The Scars of Disappointment Run Deep
Sometimes it's surreal how much I end up talking to myself, but it should be noted that the reflection of me is about four-feet tall and has curly brown hair. Alexis doesn't look like me at all, but don't be fooled. Her mind most definitely works like mine does. More notably, I'm relatively certain she ripped out a piece of my heart when she was in the womb and now uses that piece as her own heart.
There is no doubt that she is mine. She is my mental and emotional clone. She has my personality and then some.
But.
But, as we near her seventh birthday, it is becoming more and more clear that she is travelling a very different path than I did. She bears the scars of experience, but her scars are superficial. Mine went all the way to the bone. She doesn't know what she doesn't know and sometimes I wonder, is that OK?
When we wander through a store or the mall or wherever, she is full of "Can I?" "May I?" and "PLEEEEASE?" She wants everything she sees, to the point that I say no without even knowing what the rest of her question will be. She is spoiled, and that is our fault, but is it really a problem that she doesn't know the disappointment that is a Christmas without gifts or an evening without dinner?
She's never gone hungry, never had to wear the same shirt three times in one week, and she certainly hasn't ever been left to fend for herself in the midst of poverty-filled trailer park. Her biggest tragedy right now is that she really wants a new suitcase and her super-mean parents won't let her use her own money to buy one (just yet). Little does she know how very fortunate she is to have somewhere to go. She has been on more vacations during her 6 years and 360 days of life than I took in my first 25 years of life.
She doesn't know.
And I'm not entirely sure it's a bad thing. Or even a good thing.
She's travelling a different path.
Reader Comments (7)
As life goes on, she'll get her own bumps and bruises from disappointment. We all can wish as hard as we might, but all of our children will find them in some way. You can't predict them and you can't stop them, but you can (and we all know you will) be there to soothe them.
Then, one day when the time is right, you can sit side by side and compare battle wounds. You can open her eyes when they need to be opened. Until then, being a little spoiled and naive, but loved more than life itself, isn't a terribly bad way to go.
I understand how you feel. My kids are spoiled too and have never "done without," the way I did growing up. But that is my accomplishment and my pride that I can give them a childhood where all of their needs are met and then some. I think the only way I can help them understand how lucky and blessed they are is by helping other less fortunate. My kids are old enough now to give their own money to charity, to go help as a family at the food bank, things like that. They will not feel the need themsleves, but they will understand a little bit that there are people who don't have everything we have.
I worry about this with my own kids. We were so poor and there was so much violence in my home, but a lot of that created important parts of me. I don't want to needlessly make my kids suffer in the name of character building, but I do want them to be people of character.
I understand. We grew up with some very rough times (yard sales to pay for food, anyone?), and sometimes I wonder if we're doing my daughter a disservice by providing so much for her. Which, ironically, is much less than most of her friends, but is many times more than either I or my husband had growing up.
It especially hit me at Christmas, when I took a picture of our tree surrounded by gifts. All but 3 of which were for her. We have one child. One 4 yr old. The thought hit me that it was TOO much for her to get. That for some reason she shouldn't get so much.
And then I just pushed that thought out of my head, and revelled in the happiness that is knowing that for THIS Christmas, even if never again, for THIS Christmas, she got everything she ever wanted, and my husband & I worked very hard to provide that for her.
isn't that what we're supposed to do? make our kids' lives better than the ones we had? my kid is spoiled too. last weekend, she wanted to go to the mall just to "look around." she asked for every single thing she saw, and touched just about everything she could find. I spent most of my time saying no, which I felt bad about, but maybe she learned that she just doesn't have to have everything? And like someone up there said, if you can balance all the getting with giving to those less fortunate, then you've got yourself a good kid :) but, I think you already do
About the vacation thing...my kids have been to more countries...without giving it a thought! Oh, we're swimming in a pool in Guatemala, nice water. Oh, we're eating rice in Costa Rica, yum. I never traveled outside the country until I was over 45 years old!
this post kinda made me cry. ok, totally made me cry.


**Work to be completed:** Keep the wording of each record exactly the same when you repeat it, and leave out pictures.

------------

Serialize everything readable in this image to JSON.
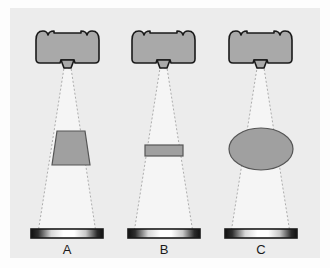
{
  "figure": {
    "title": "",
    "background_color": "#ececec",
    "outer_background_color": "#fdfdfd",
    "shape_fill": "#a9a9a9",
    "shape_stroke": "#1a1a1a",
    "cone_fill": "#f5f5f5",
    "cone_stroke": "#9a9a9a",
    "bar_border_color": "#1a1a1a"
  },
  "panels": [
    {
      "id": "A",
      "label": "A",
      "projector_name": "projector-a",
      "cone_name": "light-cone-a",
      "obstruction": {
        "kind": "trapezoid",
        "name": "trapezoid-shape-a",
        "fill": "#a0a0a0"
      },
      "target_bar": {
        "name": "gradient-bar-a",
        "gradient": "dark-light-dark",
        "edge_color": "#151515",
        "center_color": "#ffffff"
      }
    },
    {
      "id": "B",
      "label": "B",
      "projector_name": "projector-b",
      "cone_name": "light-cone-b",
      "obstruction": {
        "kind": "thin-rectangle",
        "name": "rectangle-shape-b",
        "fill": "#a0a0a0"
      },
      "target_bar": {
        "name": "gradient-bar-b",
        "gradient": "dark-light-dark",
        "edge_color": "#151515",
        "center_color": "#ffffff"
      }
    },
    {
      "id": "C",
      "label": "C",
      "projector_name": "projector-c",
      "cone_name": "light-cone-c",
      "obstruction": {
        "kind": "ellipse",
        "name": "ellipse-shape-c",
        "fill": "#a0a0a0"
      },
      "target_bar": {
        "name": "gradient-bar-c",
        "gradient": "dark-light-dark",
        "edge_color": "#151515",
        "center_color": "#ffffff"
      }
    }
  ],
  "captions": {
    "a": "A",
    "b": "B",
    "c": "C"
  }
}
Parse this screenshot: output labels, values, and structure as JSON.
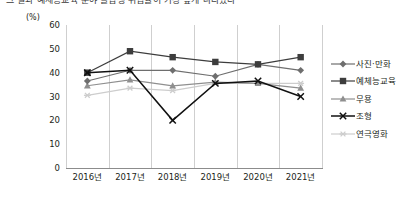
{
  "top_strip": {
    "cut_heading": "그 결과 예체능교육 분야 졸업생 취업률이 가장 높게 나타났다"
  },
  "chart_data": {
    "type": "line",
    "title": "",
    "subtitle": "",
    "xlabel": "",
    "ylabel": "",
    "unit_label": "(%)",
    "ylim": [
      0,
      60
    ],
    "ytick_step": 10,
    "yticks": [
      "0",
      "10",
      "20",
      "30",
      "40",
      "50",
      "60"
    ],
    "grid": "vertical",
    "legend_position": "right",
    "categories": [
      "2016년",
      "2017년",
      "2018년",
      "2019년",
      "2020년",
      "2021년"
    ],
    "series": [
      {
        "name": "사진·만화",
        "color": "#6e6e6e",
        "marker": "diamond",
        "values": [
          36.5,
          41,
          41,
          38.5,
          43.5,
          41
        ]
      },
      {
        "name": "예체능교육",
        "color": "#3d3d3d",
        "marker": "square",
        "values": [
          40,
          49,
          46.5,
          44.5,
          43.5,
          46.5
        ]
      },
      {
        "name": "무용",
        "color": "#8f8f8f",
        "marker": "triangle",
        "values": [
          34.5,
          37,
          34.5,
          36,
          35.5,
          33.5
        ]
      },
      {
        "name": "조형",
        "color": "#111111",
        "marker": "cross",
        "values": [
          40,
          41,
          20,
          35.5,
          36.5,
          30
        ]
      },
      {
        "name": "연극영화",
        "color": "#cdcdcd",
        "marker": "asterisk",
        "values": [
          30.5,
          33.5,
          32.5,
          35.5,
          35.5,
          35.5
        ]
      }
    ]
  }
}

------------

**Result of this task:**
Serialize everything readable in this image to JSON.
{
  "figure": {
    "title": "",
    "background_color": "#ececec",
    "outer_background_color": "#fdfdfd",
    "shape_fill": "#a9a9a9",
    "shape_stroke": "#1a1a1a",
    "cone_fill": "#f5f5f5",
    "cone_stroke": "#9a9a9a",
    "bar_border_color": "#1a1a1a"
  },
  "panels": [
    {
      "id": "A",
      "label": "A",
      "projector_name": "projector-a",
      "cone_name": "light-cone-a",
      "obstruction": {
        "kind": "trapezoid",
        "name": "trapezoid-shape-a",
        "fill": "#a0a0a0"
      },
      "target_bar": {
        "name": "gradient-bar-a",
        "gradient": "dark-light-dark",
        "edge_color": "#151515",
        "center_color": "#ffffff"
      }
    },
    {
      "id": "B",
      "label": "B",
      "projector_name": "projector-b",
      "cone_name": "light-cone-b",
      "obstruction": {
        "kind": "thin-rectangle",
        "name": "rectangle-shape-b",
        "fill": "#a0a0a0"
      },
      "target_bar": {
        "name": "gradient-bar-b",
        "gradient": "dark-light-dark",
        "edge_color": "#151515",
        "center_color": "#ffffff"
      }
    },
    {
      "id": "C",
      "label": "C",
      "projector_name": "projector-c",
      "cone_name": "light-cone-c",
      "obstruction": {
        "kind": "ellipse",
        "name": "ellipse-shape-c",
        "fill": "#a0a0a0"
      },
      "target_bar": {
        "name": "gradient-bar-c",
        "gradient": "dark-light-dark",
        "edge_color": "#151515",
        "center_color": "#ffffff"
      }
    }
  ],
  "captions": {
    "a": "A",
    "b": "B",
    "c": "C"
  }
}
Parse this screenshot: output labels, values, and structure as JSON.
{
  "top_strip": {
    "cut_heading": "그 결과 예체능교육 분야 졸업생 취업률이 가장 높게 나타났다"
  },
  "chart_data": {
    "type": "line",
    "title": "",
    "subtitle": "",
    "xlabel": "",
    "ylabel": "",
    "unit_label": "(%)",
    "ylim": [
      0,
      60
    ],
    "ytick_step": 10,
    "yticks": [
      "0",
      "10",
      "20",
      "30",
      "40",
      "50",
      "60"
    ],
    "grid": "vertical",
    "legend_position": "right",
    "categories": [
      "2016년",
      "2017년",
      "2018년",
      "2019년",
      "2020년",
      "2021년"
    ],
    "series": [
      {
        "name": "사진·만화",
        "color": "#6e6e6e",
        "marker": "diamond",
        "values": [
          36.5,
          41,
          41,
          38.5,
          43.5,
          41
        ]
      },
      {
        "name": "예체능교육",
        "color": "#3d3d3d",
        "marker": "square",
        "values": [
          40,
          49,
          46.5,
          44.5,
          43.5,
          46.5
        ]
      },
      {
        "name": "무용",
        "color": "#8f8f8f",
        "marker": "triangle",
        "values": [
          34.5,
          37,
          34.5,
          36,
          35.5,
          33.5
        ]
      },
      {
        "name": "조형",
        "color": "#111111",
        "marker": "cross",
        "values": [
          40,
          41,
          20,
          35.5,
          36.5,
          30
        ]
      },
      {
        "name": "연극영화",
        "color": "#cdcdcd",
        "marker": "asterisk",
        "values": [
          30.5,
          33.5,
          32.5,
          35.5,
          35.5,
          35.5
        ]
      }
    ]
  }
}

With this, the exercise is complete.